Santa Monica divided along classic lines over the future of the Pier.
Representing the deposed business community, The Chamber of Commerce favored turning the
pier over to a master lessee who would finance the reconstruction, redevelop the pier and
operate it, while SMRR leaders and many residents agreed with Goldway that the City should
reconstruct and restore the Pier itself.
Pier Restoration Corp. Created
In this, as in most things, Alschuler, a handsome man who combined
impeccable progressive credential with a showman's flair, effected a compromise that
inevitably looked better on paper than it worked, recommending that a non-profit, public
benefit agency, the Santa Monica Pier Restoration Corporation (PRC), be created to oversee
the reconstruction, redevelop the pier and operate it for the City, to insure, as Council
member Dennis Zane said, that the pier would never become "
Disneyland-by-the-sea."
According to the guidelines, prior to the storms, the pier's 22 businesses
produced a net profit of $67,000 in 1979, $84,900 in 1981 and $114,200 in 1982 (no
figures were given for 1980). The <Guidelines Existing Operating
Assumptions 1982," posited that even after the city added an "administrative
charge...not a Pier direct expense" of $200,000, the Pier would still generate a
profit of $285,000.
The guidelines recommended that 18,600 square feet be assigned to
restaurants, 4,800 to shops, 2,000 to amusements, i3,600 to public space and 12,000 to
miscellaneous uses and estimated that all the recommended renovations of existing
structures and the pier itself, new buildings and utility lines and landscaping and a
parking structure adjacent to the pier would cost $7.8 million.

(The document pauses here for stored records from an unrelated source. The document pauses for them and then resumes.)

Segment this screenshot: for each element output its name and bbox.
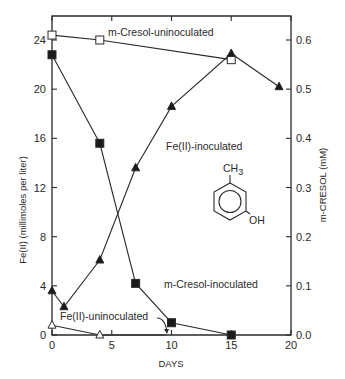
y-tick-label: 8 [40, 231, 46, 243]
aromatic-circle-icon [219, 191, 241, 213]
y2-tick-label: 0.4 [296, 132, 311, 144]
y2-tick-label: 0.6 [296, 34, 311, 46]
y-tick-label: 20 [34, 83, 46, 95]
y2-axis-title: m-CRESOL (mM) [317, 148, 328, 223]
filled-square-marker-icon [96, 139, 104, 147]
filled-triangle-marker-icon [132, 163, 140, 171]
y-tick-label: 12 [34, 182, 46, 194]
label-mcresol-uninoculated: m-Cresol-uninoculated [108, 26, 214, 38]
series-line-fe-ii-inoculated [52, 54, 279, 307]
x-axis-title: DAYS [158, 358, 183, 369]
x-tick-label: 10 [165, 339, 177, 351]
y-tick-label: 16 [34, 132, 46, 144]
oh-label: OH [249, 214, 265, 226]
filled-square-marker-icon [132, 279, 140, 287]
chart-svg: 05101520048121620240.00.10.20.30.40.50.6… [0, 0, 345, 379]
filled-square-marker-icon [227, 331, 235, 339]
x-tick-label: 5 [109, 339, 115, 351]
arrowhead-icon [164, 329, 169, 334]
open-triangle-marker-icon [48, 321, 56, 329]
filled-triangle-marker-icon [48, 286, 56, 294]
open-square-marker-icon [96, 36, 104, 44]
y-axis-title: Fe(II) (millimoles per liter) [17, 156, 28, 264]
label-mcresol-inoculated: m-Cresol-inoculated [164, 278, 258, 290]
y2-tick-label: 0.5 [296, 83, 311, 95]
label-fe-inoculated: Fe(II)-inoculated [166, 140, 243, 152]
filled-triangle-marker-icon [96, 256, 104, 264]
chart-container: 05101520048121620240.00.10.20.30.40.50.6… [0, 0, 345, 379]
filled-triangle-marker-icon [168, 102, 176, 110]
y2-tick-label: 0.2 [296, 231, 311, 243]
y-tick-label: 4 [40, 280, 46, 292]
m-cresol-structure: CH3 OH [214, 162, 265, 226]
y-tick-label: 24 [34, 34, 46, 46]
x-tick-label: 15 [225, 339, 237, 351]
series-line-fe-ii-uninoculated [52, 325, 166, 335]
label-fe-uninoculated: Fe(II)-uninoculated [60, 310, 148, 322]
y2-tick-label: 0.0 [296, 329, 311, 341]
y-tick-label: 0 [40, 329, 46, 341]
series-group [48, 31, 283, 339]
filled-square-marker-icon [48, 51, 56, 59]
y2-tick-label: 0.1 [296, 280, 311, 292]
filled-triangle-marker-icon [275, 82, 283, 90]
y2-tick-label: 0.3 [296, 182, 311, 194]
filled-square-marker-icon [168, 319, 176, 327]
x-tick-label: 0 [49, 339, 55, 351]
series-line-m-cresol-inoculated [52, 55, 231, 335]
axes: 05101520048121620240.00.10.20.30.40.50.6 [34, 16, 312, 351]
open-square-marker-icon [48, 31, 56, 39]
series-line-m-cresol-uninoculated [52, 35, 231, 60]
filled-triangle-marker-icon [227, 49, 235, 57]
ch3-label: CH3 [223, 162, 243, 177]
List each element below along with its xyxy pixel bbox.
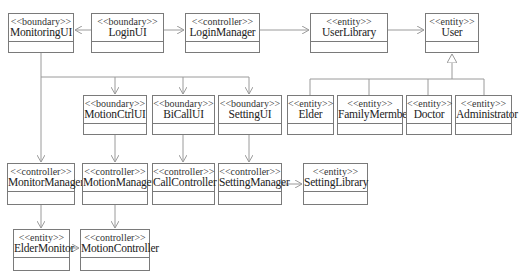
class-name: FamilyMermber — [338, 109, 402, 120]
class-callcontroller[interactable]: <<controller>>CallController — [152, 163, 215, 205]
class-monitormanager[interactable]: <<controller>>MonitorManager — [7, 163, 75, 205]
class-attributes-compartment — [92, 41, 163, 52]
class-name: SettingUI — [219, 109, 281, 120]
class-eldermonitor[interactable]: <<entity>>ElderMonitor — [13, 229, 70, 271]
class-attributes-compartment — [338, 123, 402, 134]
class-attributes-compartment — [219, 191, 281, 204]
class-attributes-compartment — [8, 191, 74, 204]
class-attributes-compartment — [456, 123, 511, 134]
class-monitoringui[interactable]: <<boundary>>MonitoringUI — [8, 13, 74, 53]
class-name: MotionController — [81, 243, 149, 254]
class-name: LoginManager — [186, 27, 259, 38]
class-name: MotionManager — [83, 177, 147, 188]
class-name: LoginUI — [92, 27, 163, 38]
class-doctor[interactable]: <<entity>>Doctor — [406, 95, 452, 135]
class-attributes-compartment — [407, 123, 451, 134]
class-name: Doctor — [407, 109, 451, 120]
class-name: BiCallUI — [153, 109, 214, 120]
class-attributes-compartment — [426, 41, 478, 52]
class-name: Administrator — [456, 109, 511, 120]
class-settinglibrary[interactable]: <<entity>>SettingLibrary — [303, 163, 368, 205]
class-settingui[interactable]: <<boundary>>SettingUI — [218, 95, 282, 135]
class-attributes-compartment — [219, 123, 281, 134]
class-motionctrlui[interactable]: <<boundary>>MotionCtrlUI — [83, 95, 147, 135]
class-attributes-compartment — [288, 123, 333, 134]
class-loginmanager[interactable]: <<controller>>LoginManager — [185, 13, 260, 53]
class-name: SettingLibrary — [304, 177, 367, 188]
class-attributes-compartment — [153, 191, 214, 204]
class-name: CallController — [153, 177, 214, 188]
class-attributes-compartment — [84, 123, 146, 134]
class-administrator[interactable]: <<entity>>Administrator — [455, 95, 512, 135]
class-name: Elder — [288, 109, 333, 120]
class-motioncontroller[interactable]: <<controller>>MotionController — [80, 229, 150, 271]
class-name: ElderMonitor — [14, 243, 69, 254]
class-attributes-compartment — [311, 41, 387, 52]
class-settingmanager[interactable]: <<controller>>SettingManager — [218, 163, 282, 205]
class-attributes-compartment — [9, 41, 73, 52]
class-motionmanager[interactable]: <<controller>>MotionManager — [82, 163, 148, 205]
class-attributes-compartment — [186, 41, 259, 52]
class-elder[interactable]: <<entity>>Elder — [287, 95, 334, 135]
class-attributes-compartment — [304, 191, 367, 204]
class-name: UserLibrary — [311, 27, 387, 38]
class-user[interactable]: <<entity>>User — [425, 13, 479, 53]
class-name: MonitoringUI — [9, 27, 73, 38]
class-name: MotionCtrlUI — [84, 109, 146, 120]
class-userlibrary[interactable]: <<entity>>UserLibrary — [310, 13, 388, 53]
class-name: SettingManager — [219, 177, 281, 188]
class-name: MonitorManager — [8, 177, 74, 188]
class-familymermber[interactable]: <<entity>>FamilyMermber — [337, 95, 403, 135]
uml-class-diagram: <<boundary>>MonitoringUI <<boundary>>Log… — [0, 0, 520, 280]
class-loginui[interactable]: <<boundary>>LoginUI — [91, 13, 164, 53]
class-attributes-compartment — [81, 257, 149, 270]
class-name: User — [426, 27, 478, 38]
class-attributes-compartment — [153, 123, 214, 134]
class-attributes-compartment — [14, 257, 69, 270]
class-bicallui[interactable]: <<boundary>>BiCallUI — [152, 95, 215, 135]
class-attributes-compartment — [83, 191, 147, 204]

Rehab Costly, But Feasible
With an anticipated $1 million interest-free loan from the Coastal
Conservancy, a possible $2 million in state and federal grants and $1.1 million in already
allocated city funds, the restoration, as outlined in the guidelines, seemed as feasible
as it was desirable. Reconstruction of the Pier to its original footprint was pegged at
$10 million, of which $7 million would come from federal and state agencies, so it, too,
was within reach.
During the summer of 1983, Alschuler ordered a Community Needs Assessment
Survey. 60% of the 798 respondents ranked the waterfront and beach as "very
important" to them, while 27% said the Pier was "very important." The
waterfront and beach and the Pier were the only city properties that respondents rated
"very important."
77% said they used the pier and 46% rated it as "excellent or
good." Taken after the storms and before the restoration, the survey showed that the
pier not only had hosts of partisans, but a large number of satisfied users. This show of
support for the Pier as it was suggested that the guidelines' low-key, small-scale
restoration accurately reflected community sentiments.
PRC Takes Charge of Pier
Several city departments - General Services, Parks and Recreation and
Community and Economic Development - had previously shared pier management and maintenance
tasks. Alschuler designed the PRC to simplify and streamline management. The PRC would be
located on the Pier, would manage it and its reconstruction and restoration and would be
run by a board of directors comprised of business leaders, real estate developers and
community activists in order to bring the requisite expertise as well as community
sentiment to the undertaking.
The Council named the first PRC board: David O'Malley, then CEO of Welton
Beckett, a major Southern California design and development firm, and a pal of
Alschuler's, chair; Judy Abdo, a community organizer and SMRR stalwart; David Anderson,
CEO of GTE; Henry Custis, a teacher and Pier Task Force member; Goldway, who'd lost her
Council seat in an astonishing upset in the April, 1983, municipal election; attorney
Chris Harding; former Task Force chair Ernie Powell; Task Force member Mary Houha Powers;
real estate developer William Spurgin; and economic consultant Wayne Wilson.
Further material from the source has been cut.